Wednesday, January 9, 2008

The Low-Fat Scam, Then the Milk Debacle

Actually, first the milk debacle: When I started this blog, I briefly thought about the Milk Issue, and then decided I'd just leave it alone. I'm not a nutritionist, after all, and I don't need to open up that pissy opinion trunk of mine. Plus, I occupy such a weird sliver of thought in the milk debate that I can sound like I'm talking about UFO's, especially among the Low-fat Milk People, who tend to be a stolid and almost evangelical crowd.

But then I heard Gary Taubes on NPR the other day, and Michael Pollan today. And I feel like doing a little evangelizing myself, because it seems the low-fat tower is finally crumbling. In both books -- Gary Taubes' Good Calories, Bad Calories, and Michael Pollan's In Defense of Food -- the low-fat theory is being debunked. On WNYC today, Michael Pollan said that public health officials of the last few decades might actually owe us an apology. I'll say, and I never even really totally cut out the bacon or the butter. But think of all the people who did.

Basically, they're saying that a low-fat diet has never been proven to be healthier than a full-fat diet. It does not help you lose weight. It does not prevent heart disease. At the same time, saturated fats do not lead to heart disease or make you fat. In fact, some of these guys are not even all that sure that trans fats are the real evil. Could it be the refined carbs that are always palling around with the trans fats?

I'm not ready personally to let trans fats off the hook, but what the hell do I know? But I'm more than willing to point accusatory fingers at refined carbs. And I'm beyond thrilled to hear that my good friend saturated fat has been finally released from the slammer.

So here's how it relates to my milk thing:

I'm not against milk. Yes, there was a time when I didn't eat dairy, but these days I've given into my hedonism; I eat yogurt, I put milk in my coffee; I take my kids out for ice cream once in a while. I'll even make a cream-based soup now and then.

It's more that I'm against low-fat milk. But I don't care if people fill their own fridges with a lesser version of a liquid that god made to nourish baby cows and so that things like cream of watercress soup and creme brulee could exist. As long as they don't try to get me to use their fat-free half-and-half in my coffee, I don't care what percentage of fat works for them. I really don't.
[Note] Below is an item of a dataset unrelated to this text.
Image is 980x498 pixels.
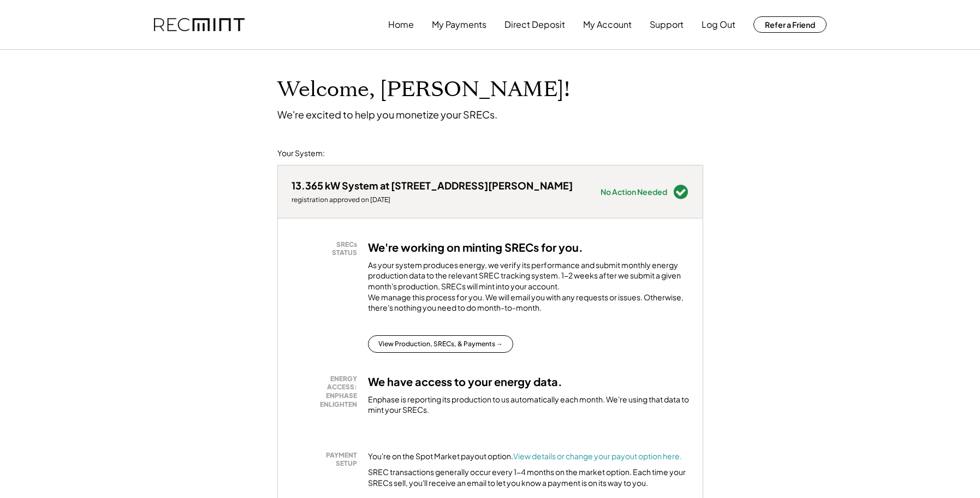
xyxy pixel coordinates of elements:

What I'm against is public policies that try to get vast groups of people to drink low-fat and no-fat milk products.

Even more, I'm against public policies that are so maniacal about getting vast groups of people to drink reduced-fat dairy products that they will add things like high-fructose corn syrup so that the reduced fat dairy products taste good, thus turning a dubiously well-intentioned effort into a truly retarded and backward scheme to keep everyone fat and sick as long as the corn and dairy industries thrive.

And this is the kind of thing that truly gets me: that it is currently part of standard public health policy to push low fat milk on children and poor people. It's on school lunch trays all across the country, for instance (with ultra-refined carb sweeteners added to it to make it palatable), and a couple of years ago the NYC health dept sent workers out into the field to try to convince people in the outer boroughs -- people on the lower end of the economic scale, in other words, who are often more susceptible to the worst of the civilization diseases (heart disease, diabetes, obesity and the like) -- to switch to low-fat milk.
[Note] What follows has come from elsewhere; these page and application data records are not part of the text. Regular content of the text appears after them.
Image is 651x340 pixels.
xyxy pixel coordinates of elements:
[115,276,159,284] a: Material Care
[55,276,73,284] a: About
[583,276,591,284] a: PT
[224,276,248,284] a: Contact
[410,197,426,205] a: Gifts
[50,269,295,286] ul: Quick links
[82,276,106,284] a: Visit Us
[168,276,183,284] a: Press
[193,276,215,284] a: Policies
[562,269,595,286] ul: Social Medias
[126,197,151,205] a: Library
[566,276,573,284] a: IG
(Forget for a second the fact that it was sketchy science -- what about the fact that the vast majority of people of Latin, African and Asian descent are lactose intolerant? Like 75% of African-Africans, 75% of Mexicans and at least 90% of Asians? Well hey, what better use of its resources could the health dept come up with than to go out to bodegas in East New York and peddle 2% milk to 10-year-old black girls?

And hey, guess who's not so lactose intolerant? White people of Northern European descent. So weird, huh?

Okay, I'll stop now. Except to wonder how long it will take for the de-bunking of the low-fat myth to make its torturous way through the labrythinths that must connect (right?) the nutritional science part of the country to the school foods part of the country, and change the policy of forcing low-fat dairy products onto the trays of millions of kids every day.

Here's the link to the Gary Taubes interview.

Recipes and calmness returning shortly, I promise!

2 comments:

Courtney said...

I feel so shallow. I like my non-fat milk, but only because it makes for better cappuccino froth than whole fat milk ;)

Larissa said...

I lost the cappucino-froth argument a long time ago, when my father's wife proved to me that low-fat milk makes a better froth. (Why is that, though, when heavier fat cream holds air better and makes better whipped cream? Ahh, the mysteries of fat.)
Don't feel shallow. I probably like mint milano cookies and rice krispies more than you.